Archive for May, 2009

Lemon balm tea and wild greens

May 25, 2009

We have started foraging again for wild foods, and are building up our supplies of wild greens that we are drying out ready to get us through the winter. Previously I spent a fortune on green powders that I have to say gave me great health, but the kick we get out of our own wild foraged ones is far higher it really is. It is probably down to the fact that we have collected them, but energetically they just feel better for us. Yesterday we collected dandelion leaves, blackberry leaves, and goose grass, all to dry off, although I tend to eat a few in a salad as its too good an opportunity to miss.

The green powder we make has a real mix of all the wild greens we collect in various amounts, depending on what we want it to do to our body, so some figure much more in the mix than others. I like to have dandelions as they support my kidneys, but I have also taken to lemon balm just lately as well.

We do dry lemon balm out but we also have it fresh in tea, put some in a cafetiere, with hot water and let it steep for a while, I have this daily now. It is absolutely lovely, has been a doddle to grow, in fact it is so prolific that we continually are having to cut it back. We have taken cuttings from it so we can take it to grow on the allotment as well, which are also doing really well.

It has a lovely light lemony taste to it, and feels quite calming, has lovely medicinal properties including being antibacterial, so I have been having a little bit each day. In a salad of sprouted beans and seeds it adds a really nice summery taste, with flax dressing, doesn’t get any better than that really! All home grown, well except the flax oil!

Dandelion seeds, Swiss chard, and bed number 7!

May 23, 2009

We have been collecting those beautiful dandelion heads, and not as you might imagine making a wish whilst we blow them away, but instead carefully placing them into a bag to grow on our allotment. I know, probably everyone else is pulling them up considering them to be weeds, but the nutrient value of dandelions is fantastic, and we love using them in salads, and drying them for tea. So we have decided to grow them, and this is our first foray into collecting seeds to dry out for the coming year. We are complete seed collecting novices, but this is our years goal to collect the seeds from our plants that we are growing so that we keep the control we want over our foods. It’s what head gardeners have done for years, and so it can’t be that hard, can it? So we are also letting some of our Swiss Chard go to seed at the moment, to collect and also dry out.

Our allotment has 6 beds now on it, and we have sweetcorn ready to go into bed number 7, which we have planned for tomorrow. We have our eye on a poly tunnel, which is quite exciting, well as exciting as extending the growing year gets!!

Having greens just outside the back door available is absolutely fantastic, everyday we have green salad which we have picked fresh, and it doesn’t get much better than that. We are keeping our eyes out for a small plot of land to grow more food on and set up our small holding, the recession has led to a realisation that moving up the ladder isn’t likely to happen. But we could stretch to a small land only plot not too far from where we are living, and that would enable us to achieve more of our goal of becoming sustainable in regards to our own food.

Kale, a new neighbour, and raised beds!

May 10, 2009

Yes we’ve been busy catching up on our allotment since I have been ill, and breaking my foot. We have been building raised beds, and we now have 4 in, with Kale, Mizuno, potatoes, and we are planning the peas next. The woodland has provided us with the canes for the peas from the local hazel trees. It is a lot of work having such a large allotment that it is taking nearly all of our evenings up and I am no longer sure I need my gym membership during the summer months! But it is exciting considering that we may be able to grow at least 40-50% of the vegetables that we eat. I never thought that growing food would be so exciting but to be honest it really is, and we have a new allotment neighbour, who is giving us a run for our money.

Allotments are really growing (excuse the pun!) in popularity, and even tonight we saw in a newspaper them being reported as a viable option for affording organic food during the recession. But we have seen the allotment filling up, where there were empty plots they are now growing food, and every time we go there we run into people.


Output the data below exactly as it is, dropping the pictures from your copy.

****

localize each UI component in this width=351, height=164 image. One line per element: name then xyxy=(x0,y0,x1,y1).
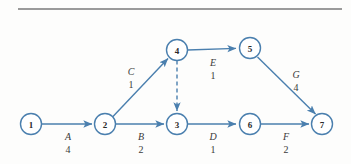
node-1-label: 1 xyxy=(29,120,34,130)
edge-label-D: D 1 xyxy=(208,131,217,155)
node-4-label: 4 xyxy=(175,46,180,56)
node-3-label: 3 xyxy=(175,120,180,130)
node-2[interactable]: 2 xyxy=(95,114,116,135)
edge-label-G: G 4 xyxy=(292,69,299,93)
edge-F-weight: 2 xyxy=(284,144,289,155)
edge-G-letter: G xyxy=(292,69,299,80)
node-6[interactable]: 6 xyxy=(240,114,261,135)
edge-C-letter: C xyxy=(128,66,135,77)
edge-B-letter: B xyxy=(138,131,144,142)
edge-F-letter: F xyxy=(282,131,290,142)
edge-C-line xyxy=(113,59,169,118)
node-7-label: 7 xyxy=(320,120,325,130)
edge-E-weight: 1 xyxy=(211,70,216,81)
network-diagram-graphic: 1 2 3 4 5 6 7 xyxy=(0,0,351,164)
edge-label-C: C 1 xyxy=(128,66,135,90)
edge-D-letter: D xyxy=(208,131,217,142)
node-1[interactable]: 1 xyxy=(21,114,42,135)
edge-label-A: A 4 xyxy=(64,131,72,155)
node-2-label: 2 xyxy=(103,120,108,130)
edge-A-letter: A xyxy=(64,131,72,142)
node-4[interactable]: 4 xyxy=(167,40,188,61)
edge-E-line xyxy=(188,48,237,50)
node-5-label: 5 xyxy=(248,44,253,54)
figure-canvas: 1 2 3 4 5 6 7 xyxy=(0,0,351,164)
edge-label-E: E 1 xyxy=(209,57,216,81)
edge-label-F: F 2 xyxy=(282,131,290,155)
edge-A-weight: 4 xyxy=(66,144,71,155)
edge-label-B: B 2 xyxy=(138,131,144,155)
node-3[interactable]: 3 xyxy=(167,114,188,135)
edge-C-weight: 1 xyxy=(129,79,134,90)
edge-G-weight: 4 xyxy=(294,82,299,93)
node-6-label: 6 xyxy=(248,120,253,130)
nodes-layer: 1 2 3 4 5 6 7 xyxy=(21,38,333,135)
edge-D-weight: 1 xyxy=(211,144,216,155)
edge-labels-layer: A 4 B 2 C 1 D 1 E 1 F 2 xyxy=(64,57,300,155)
node-5[interactable]: 5 xyxy=(240,38,261,59)
node-7[interactable]: 7 xyxy=(312,114,333,135)
edge-G-line xyxy=(258,57,316,114)
edge-E-letter: E xyxy=(209,57,216,68)
edge-B-weight: 2 xyxy=(139,144,144,155)
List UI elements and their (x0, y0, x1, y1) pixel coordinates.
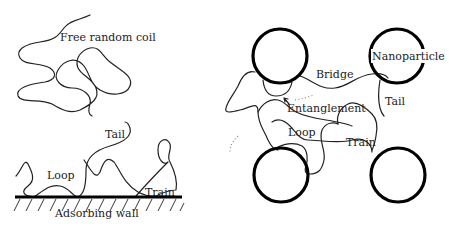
dotted-chain-lower (230, 136, 238, 152)
entangled-chain (226, 72, 278, 150)
tail-label-right: Tail (385, 95, 406, 108)
entanglement-label: Entanglement (287, 102, 366, 115)
bridge-label: Bridge (316, 68, 353, 81)
adsorbing-wall-label: Adsorbing wall (54, 207, 139, 220)
free-random-coil-label: Free random coil (60, 31, 156, 44)
nanoparticle-bottom-right (371, 148, 425, 202)
tail-label-left: Tail (105, 128, 126, 141)
train-label-right: Train (346, 136, 376, 149)
right-panel: Nanoparticle Bridge Tail Entanglement Lo… (226, 29, 445, 202)
dotted-chain-upper (295, 95, 314, 100)
tail-chain-right (379, 80, 385, 116)
loop-label-right: Loop (288, 126, 316, 139)
nanoparticle-bottom-left (254, 148, 308, 202)
nanoparticle-label: Nanoparticle (372, 50, 445, 63)
polymer-adsorption-diagram: Free random coil Tail Loop Train Adsorbi… (0, 0, 449, 228)
nanoparticle-top-left (253, 29, 307, 83)
left-panel: Free random coil Tail Loop Train Adsorbi… (14, 15, 184, 220)
loop-label-left: Loop (47, 169, 75, 182)
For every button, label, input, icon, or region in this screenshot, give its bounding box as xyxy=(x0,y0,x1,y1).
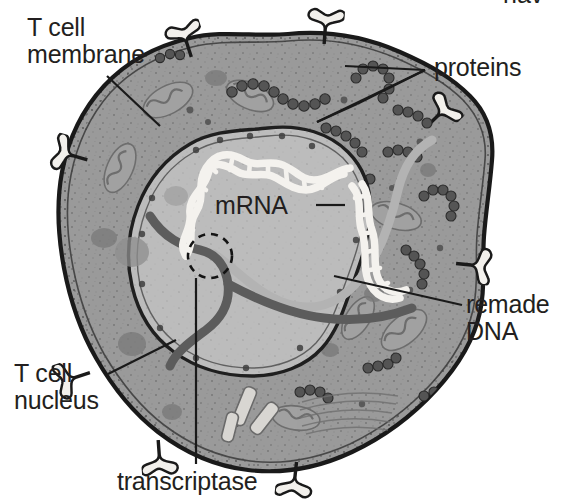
label-mrna: mRNA xyxy=(215,192,288,219)
figure-canvas: T cell membrane proteins mRNA remade DNA… xyxy=(0,0,572,501)
label-remade-dna: remade DNA xyxy=(466,291,550,345)
label-transcriptase: transcriptase xyxy=(117,468,258,495)
label-t-cell-nucleus: T cell nucleus xyxy=(14,360,99,414)
label-t-cell-membrane: T cell membrane xyxy=(27,14,145,68)
label-clipped-top: hav xyxy=(503,0,543,8)
label-proteins: proteins xyxy=(434,54,521,81)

****

§ **Response to this exercise**:
localize each UI component in this width=351, height=164 image. One line per element: name then xyxy=(x0,y0,x1,y1).
node-1-label: 1 xyxy=(29,120,34,130)
edge-label-D: D 1 xyxy=(208,131,217,155)
node-4-label: 4 xyxy=(175,46,180,56)
node-3-label: 3 xyxy=(175,120,180,130)
node-2[interactable]: 2 xyxy=(95,114,116,135)
edge-label-G: G 4 xyxy=(292,69,299,93)
edge-F-weight: 2 xyxy=(284,144,289,155)
edge-G-letter: G xyxy=(292,69,299,80)
node-6[interactable]: 6 xyxy=(240,114,261,135)
edge-C-letter: C xyxy=(128,66,135,77)
edge-B-letter: B xyxy=(138,131,144,142)
edge-F-letter: F xyxy=(282,131,290,142)
edge-C-line xyxy=(113,59,169,118)
node-7-label: 7 xyxy=(320,120,325,130)
edge-E-weight: 1 xyxy=(211,70,216,81)
network-diagram-graphic: 1 2 3 4 5 6 7 xyxy=(0,0,351,164)
edge-label-C: C 1 xyxy=(128,66,135,90)
edge-D-letter: D xyxy=(208,131,217,142)
node-1[interactable]: 1 xyxy=(21,114,42,135)
edge-label-A: A 4 xyxy=(64,131,72,155)
node-2-label: 2 xyxy=(103,120,108,130)
edge-A-letter: A xyxy=(64,131,72,142)
node-4[interactable]: 4 xyxy=(167,40,188,61)
edge-E-line xyxy=(188,48,237,50)
node-5-label: 5 xyxy=(248,44,253,54)
figure-canvas: 1 2 3 4 5 6 7 xyxy=(0,0,351,164)
edge-label-E: E 1 xyxy=(209,57,216,81)
edge-label-F: F 2 xyxy=(282,131,290,155)
edge-A-weight: 4 xyxy=(66,144,71,155)
edge-label-B: B 2 xyxy=(138,131,144,155)
node-3[interactable]: 3 xyxy=(167,114,188,135)
edge-C-weight: 1 xyxy=(129,79,134,90)
edge-G-weight: 4 xyxy=(294,82,299,93)
node-6-label: 6 xyxy=(248,120,253,130)
nodes-layer: 1 2 3 4 5 6 7 xyxy=(21,38,333,135)
edge-D-weight: 1 xyxy=(211,144,216,155)
edge-labels-layer: A 4 B 2 C 1 D 1 E 1 F 2 xyxy=(64,57,300,155)
node-5[interactable]: 5 xyxy=(240,38,261,59)
node-7[interactable]: 7 xyxy=(312,114,333,135)
edge-G-line xyxy=(258,57,316,114)
edge-E-letter: E xyxy=(209,57,216,68)
edge-B-weight: 2 xyxy=(139,144,144,155)
List UI elements and their (x0, y0, x1, y1) pixel coordinates.
dotted-chain-lower (230, 136, 238, 152)
entangled-chain (226, 72, 278, 150)
tail-label-right: Tail (385, 95, 406, 108)
entanglement-label: Entanglement (287, 102, 366, 115)
bridge-label: Bridge (316, 68, 353, 81)
adsorbing-wall-label: Adsorbing wall (54, 207, 139, 220)
free-random-coil-label: Free random coil (60, 31, 156, 44)
nanoparticle-bottom-right (371, 148, 425, 202)
tail-label-left: Tail (105, 128, 126, 141)
train-label-right: Train (346, 136, 376, 149)
right-panel: Nanoparticle Bridge Tail Entanglement Lo… (226, 29, 445, 202)
dotted-chain-upper (295, 95, 314, 100)
tail-chain-right (379, 80, 385, 116)
loop-label-right: Loop (288, 126, 316, 139)
nanoparticle-bottom-left (254, 148, 308, 202)
nanoparticle-label: Nanoparticle (372, 50, 445, 63)
polymer-adsorption-diagram: Free random coil Tail Loop Train Adsorbi… (0, 0, 449, 228)
nanoparticle-top-left (253, 29, 307, 83)
left-panel: Free random coil Tail Loop Train Adsorbi… (14, 15, 184, 220)
loop-label-left: Loop (47, 169, 75, 182)
For every button, label, input, icon, or region in this screenshot, give its bounding box as xyxy=(x0,y0,x1,y1).
label-mrna: mRNA xyxy=(215,192,288,219)
figure-canvas: T cell membrane proteins mRNA remade DNA… xyxy=(0,0,572,501)
label-remade-dna: remade DNA xyxy=(466,291,550,345)
label-transcriptase: transcriptase xyxy=(117,468,258,495)
label-t-cell-nucleus: T cell nucleus xyxy=(14,360,99,414)
label-t-cell-membrane: T cell membrane xyxy=(27,14,145,68)
label-clipped-top: hav xyxy=(503,0,543,8)
label-proteins: proteins xyxy=(434,54,521,81)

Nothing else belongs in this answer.